Ruby shook her head, a sad smile tugging at her lips. “Don’t know what I’d do without you, Sonny. You always do make me feel better.”

“She probably in the expanse of Heaven right now, kicking up her feet dancing,” Sonny said, warming to his subject. “Or belting some rambunctious boy.”

“Oh, Sonny.” Ruby poked his arm. “She never belted you.”

“The hell she didn’t.”

“If she did, you deserved it. You were wild in those days.” Ruby flipped a couple of pages and pointed to another picture of Sonny, about fifteen, clowning for the camera with a stern, forbidding expression. “Can’t you just see the mischief in that face?”

“Mischief” was a nice word for it. Both of them knew, after all, that crack had played a part in Sonny’s life turning out like it had, and crack surely qualified as more than mischief, though he’d never become a full-out addict and finally lost interest; turned out lucky that way.

This picture Sonny only glanced at, not really interested in a long look. He took another spoonful of the stew. What he remembered from those teenaged years was how narrow the world seemed, how limited to whatever block he and Ruby and Momma were living on, to the hard, thick walls of the neighborhood school, and to the friends who lived nearby and were as dissatisfied as he. There were three who didn’t make it, and another four or five who ended up in jail, but the rest were probably still trapped on those blocks, still fighting a dissatisfaction they
were trying to ignore. Some of the old apartment buildings were close enough that he could walk there if he had to. But to his way of thinking, he’d ridden that subway right out of his hometown—even if it was just to another part of New York—and made good. Or good enough.

“You hold on to these memories, Ruby,” he said, “ ’cause you do it for all of us.”
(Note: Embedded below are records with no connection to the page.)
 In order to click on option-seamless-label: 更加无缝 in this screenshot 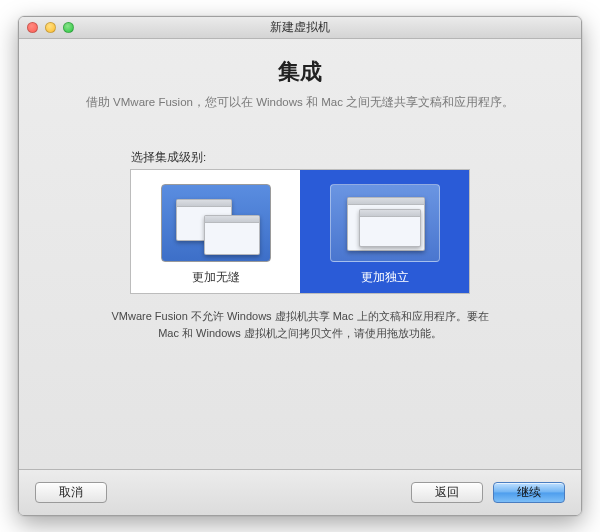, I will do `click(216, 278)`.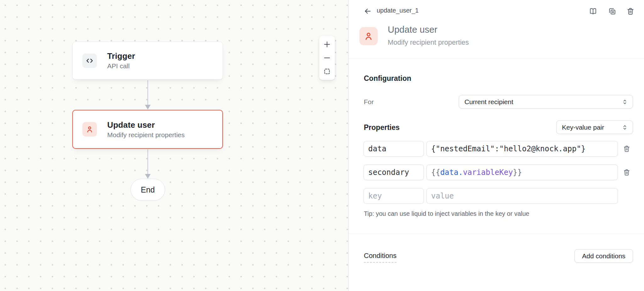 The width and height of the screenshot is (644, 291). I want to click on step-type-icon-badge, so click(369, 36).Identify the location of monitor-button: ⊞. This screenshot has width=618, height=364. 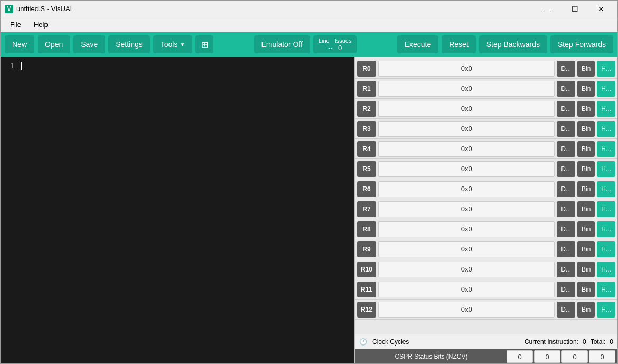
(204, 44).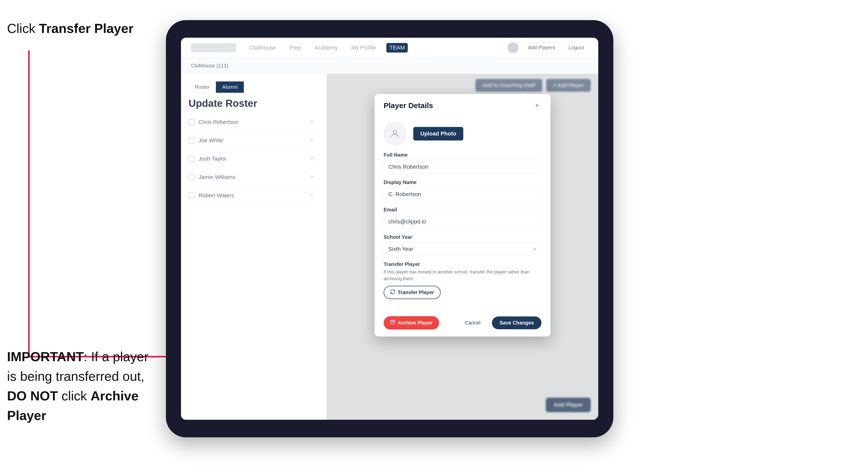  What do you see at coordinates (462, 280) in the screenshot?
I see `transfer-player-section: Transfer Player If this player has moved…` at bounding box center [462, 280].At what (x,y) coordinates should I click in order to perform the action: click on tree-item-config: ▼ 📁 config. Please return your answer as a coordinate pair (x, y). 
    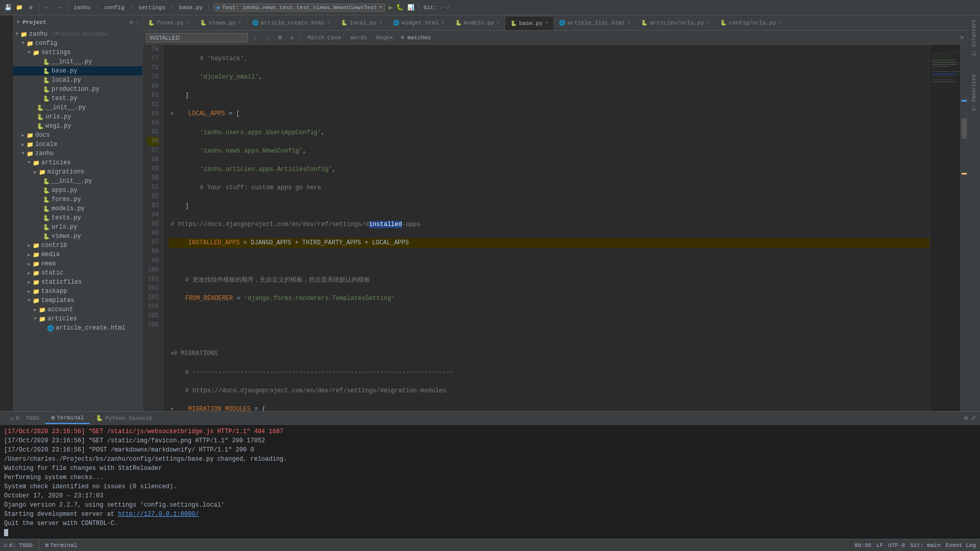
    Looking at the image, I should click on (78, 43).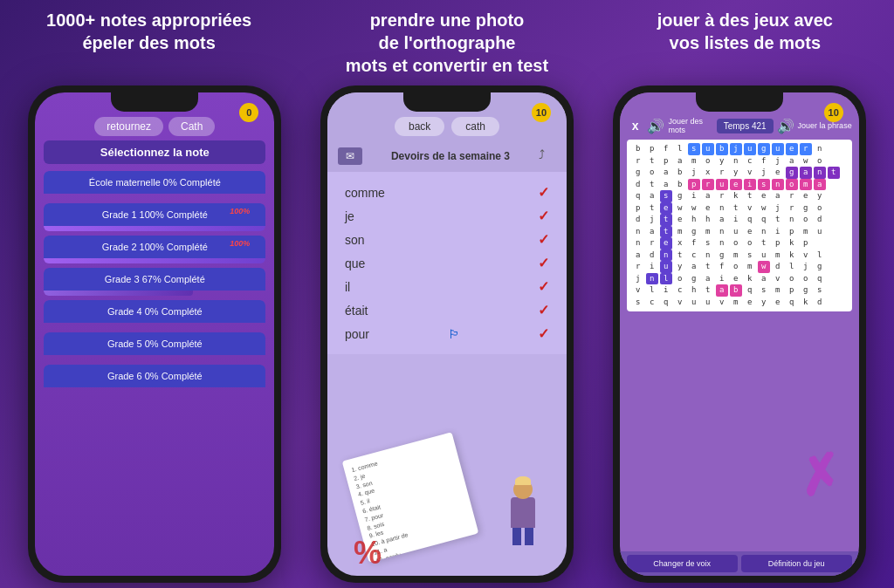 This screenshot has width=894, height=588. Describe the element at coordinates (475, 126) in the screenshot. I see `cath-button-2: cath` at that location.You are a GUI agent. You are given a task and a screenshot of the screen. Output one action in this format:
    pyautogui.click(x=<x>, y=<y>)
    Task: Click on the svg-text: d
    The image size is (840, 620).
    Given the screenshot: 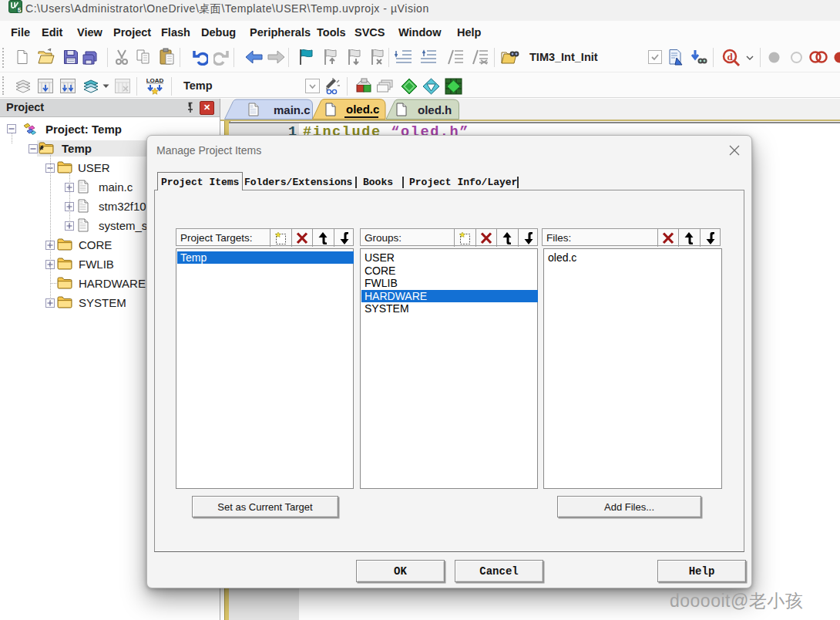 What is the action you would take?
    pyautogui.click(x=730, y=57)
    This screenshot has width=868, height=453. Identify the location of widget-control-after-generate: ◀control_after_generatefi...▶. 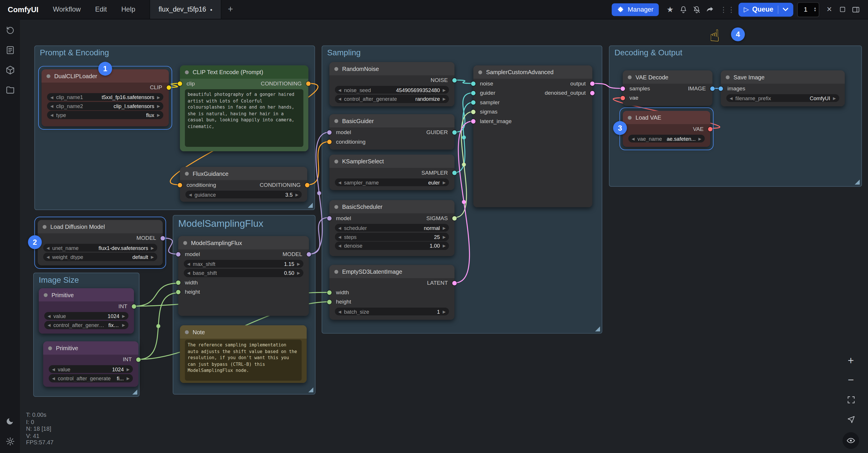
(91, 378).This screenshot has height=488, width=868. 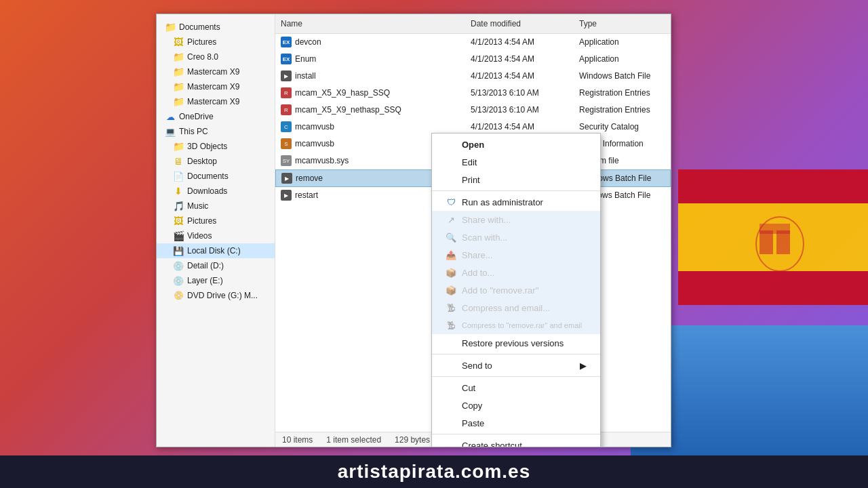 I want to click on computer-icon: 💻, so click(x=170, y=131).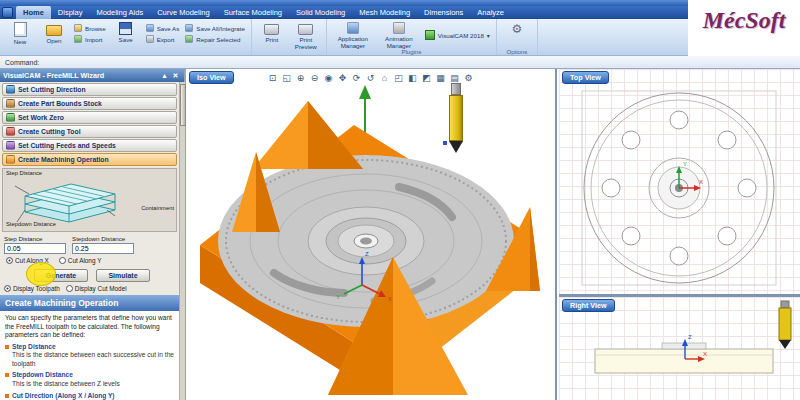  I want to click on rotate-icon: ⟳, so click(356, 78).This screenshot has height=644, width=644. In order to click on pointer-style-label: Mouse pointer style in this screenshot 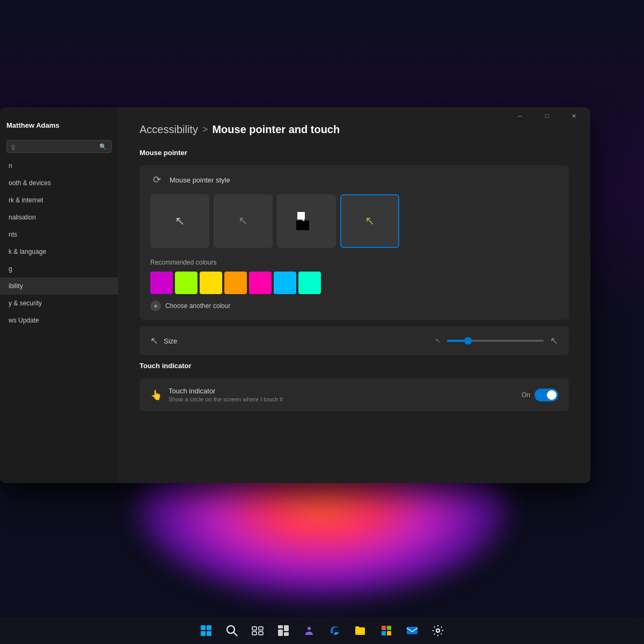, I will do `click(200, 180)`.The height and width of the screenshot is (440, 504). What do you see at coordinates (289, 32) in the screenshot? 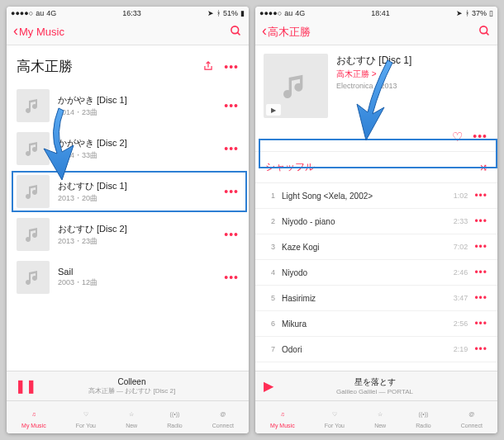
I see `back-label: 高木正勝` at bounding box center [289, 32].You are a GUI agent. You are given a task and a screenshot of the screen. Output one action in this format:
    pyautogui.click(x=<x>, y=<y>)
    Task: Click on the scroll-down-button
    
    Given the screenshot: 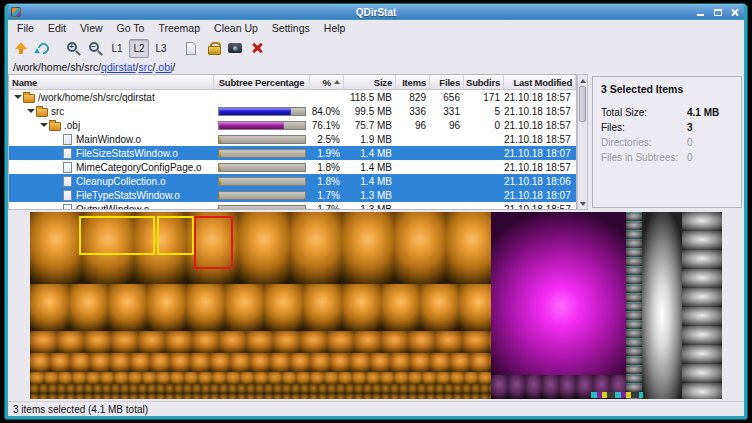 What is the action you would take?
    pyautogui.click(x=582, y=204)
    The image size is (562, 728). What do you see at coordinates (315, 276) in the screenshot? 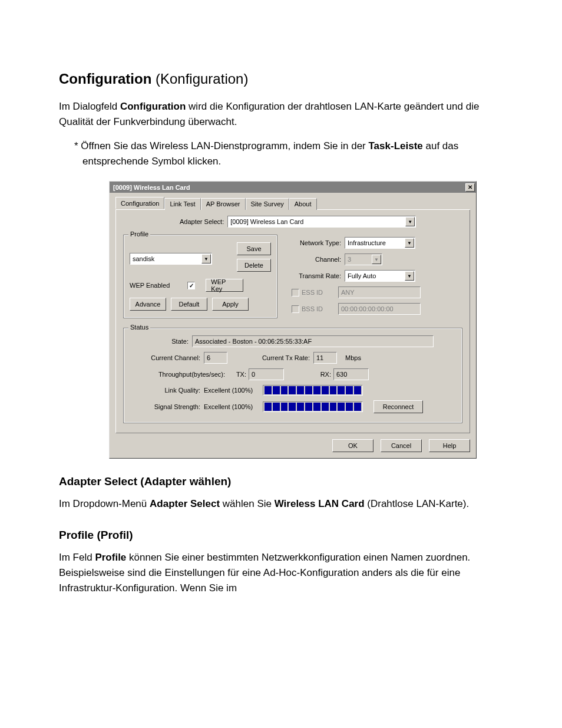
I see `transmit-rate-label: Transmit Rate:` at bounding box center [315, 276].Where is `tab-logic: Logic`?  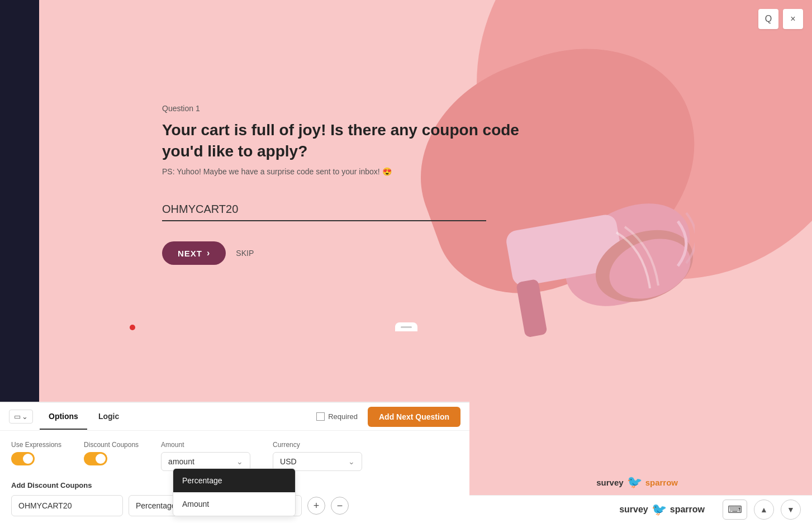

He took one more sip of stew, wiped his mouth with the napkin Ruby had set before him, and reached into his coat to pull out the bag holding his day’s earnings. He dumped it on the kitchen table, and Ruby pushed aside the photo album and began helping him separate the coins from the bills, and then the quarters from the dimes, and so on. Leo came to stand at the door of the kitchen, watching as though he expected them to do a magic trick.

“Two hundred sixty-four dollars and thirty cents,” Ruby said when they finished. “Lordy, Sonny. That’s a good day’s work.”

Leo snorted, but they both ignored him.